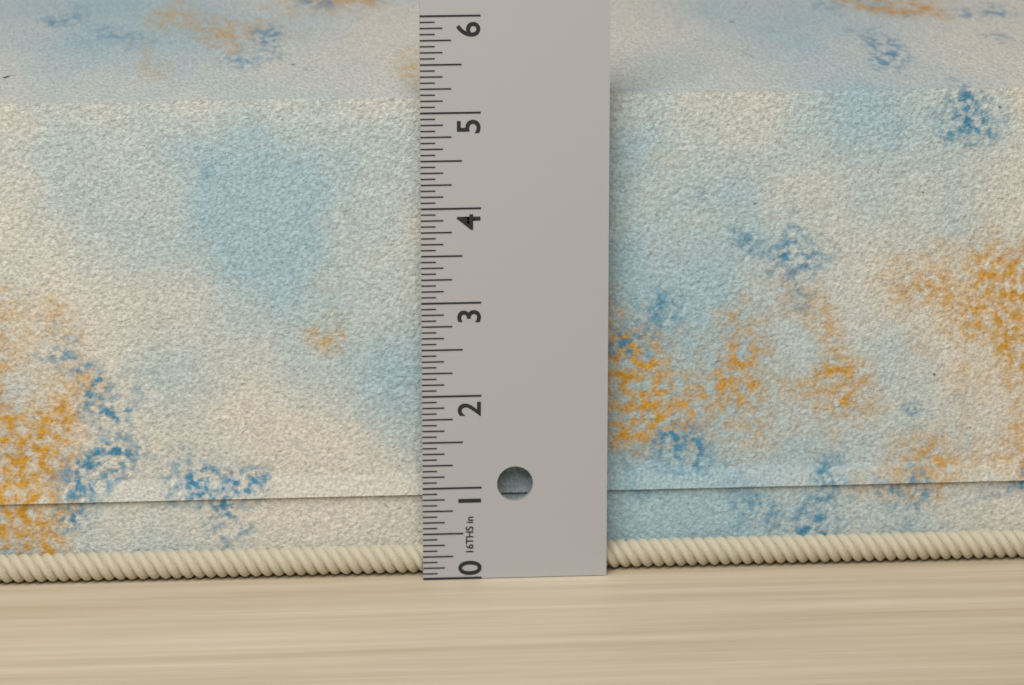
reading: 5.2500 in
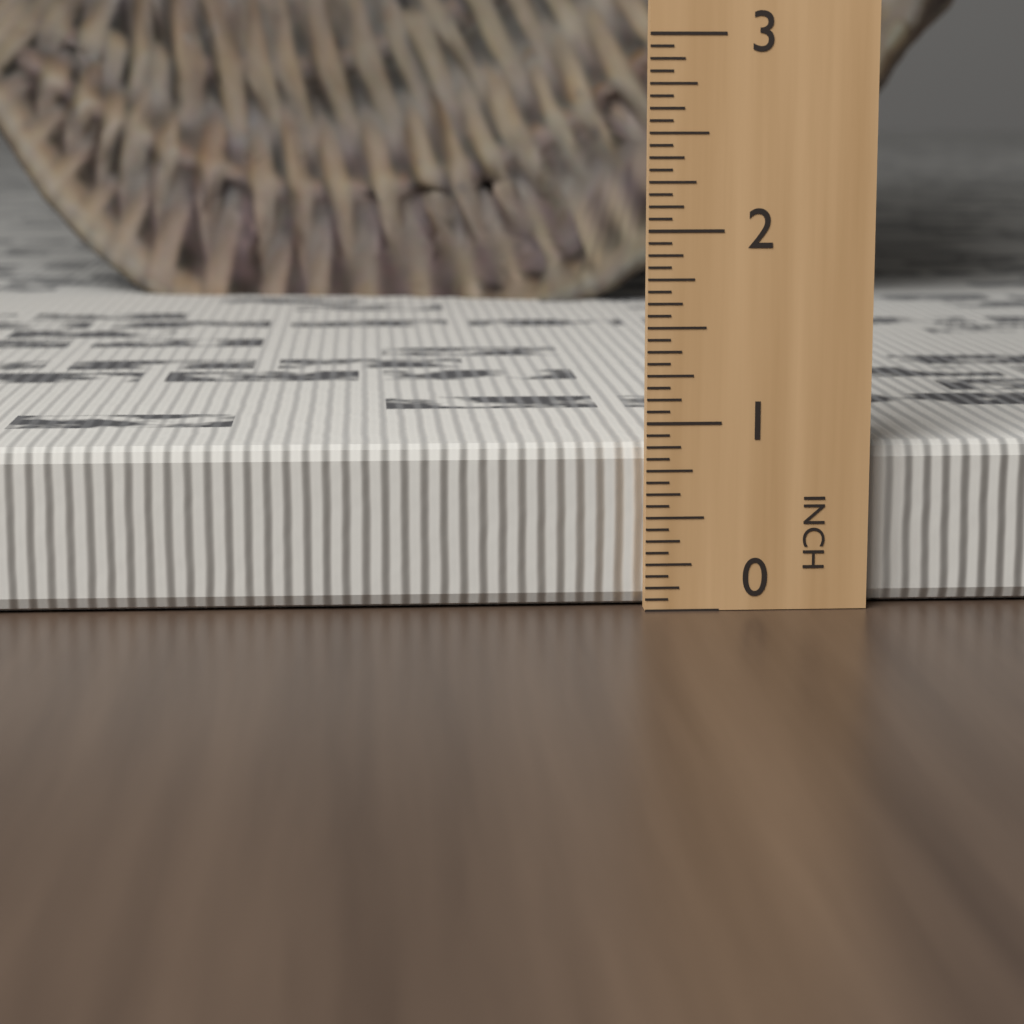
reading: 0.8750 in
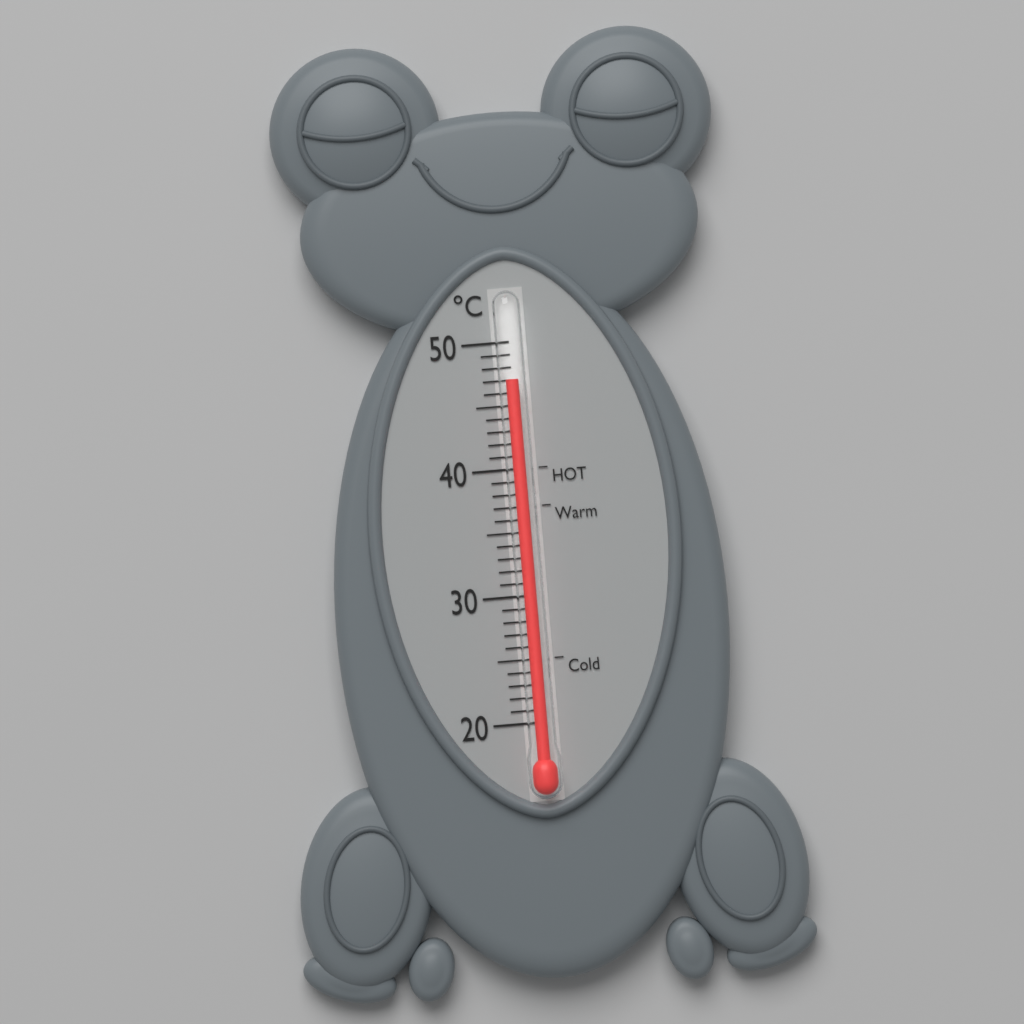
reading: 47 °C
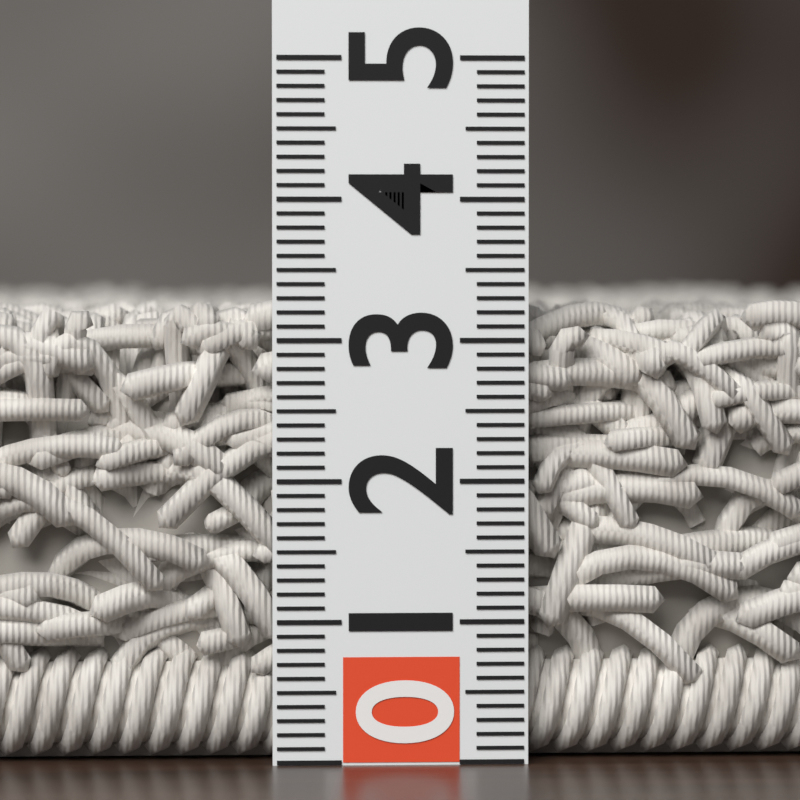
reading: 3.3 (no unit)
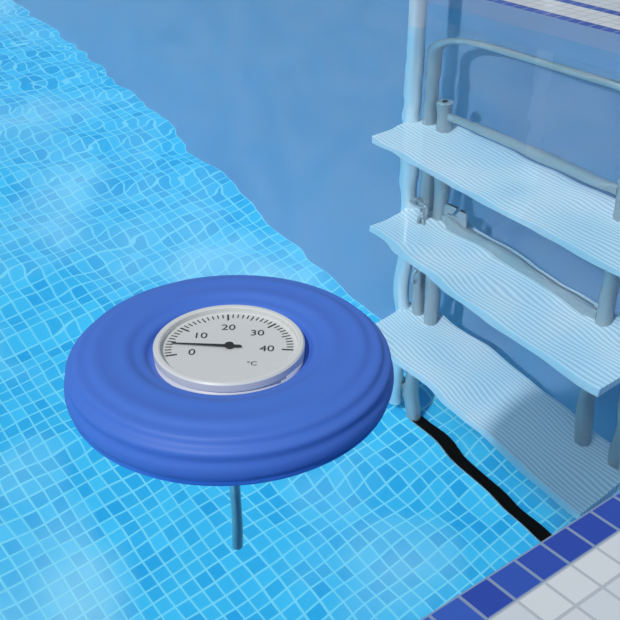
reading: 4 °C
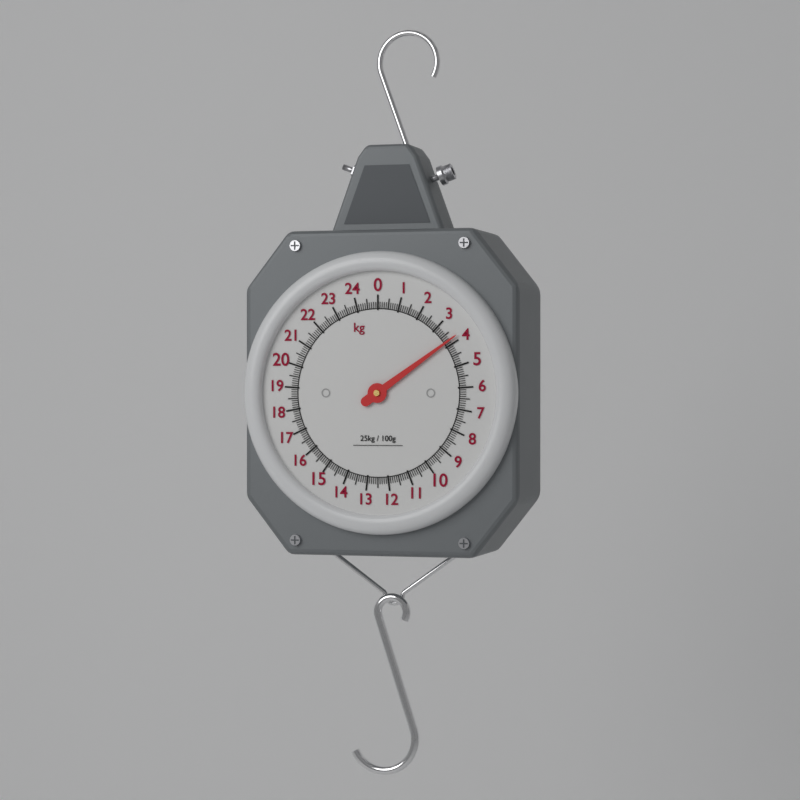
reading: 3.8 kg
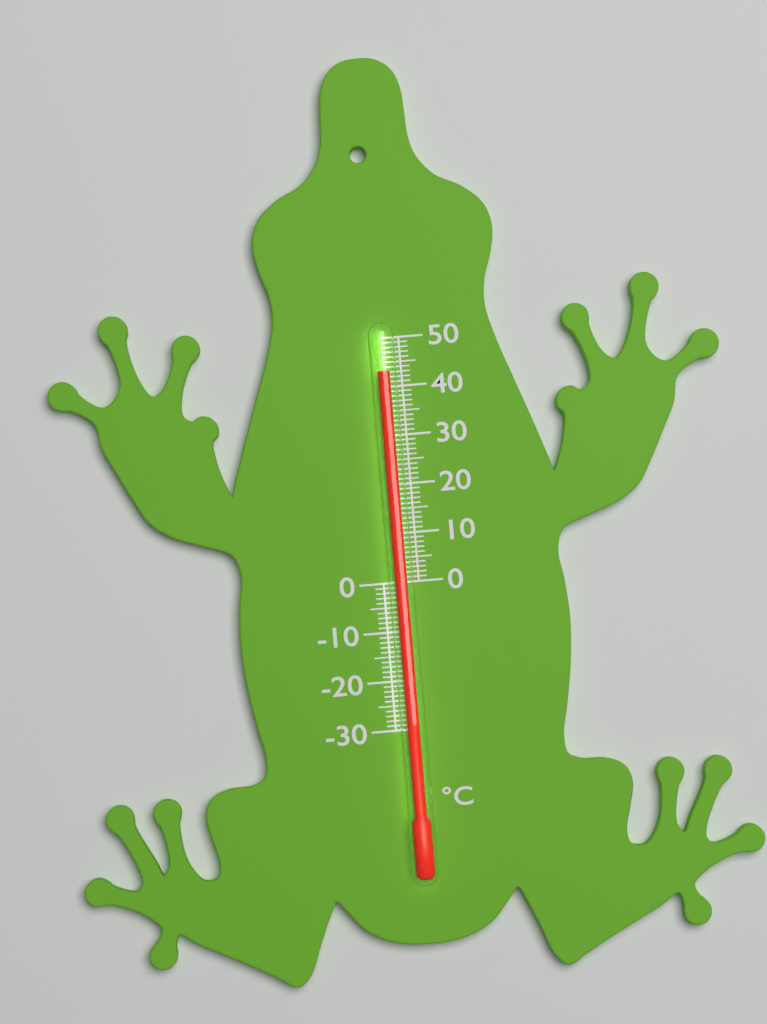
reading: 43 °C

-.-.-

_WORK REQUEST_. All the material shown above is to be copied exactly, with no pictures carried over.

_TASK RESULT_.
reading: 5.2500 in
reading: 0.8750 in
reading: 47 °C
reading: 3.3 (no unit)
reading: 4 °C
reading: 3.8 kg
reading: 43 °C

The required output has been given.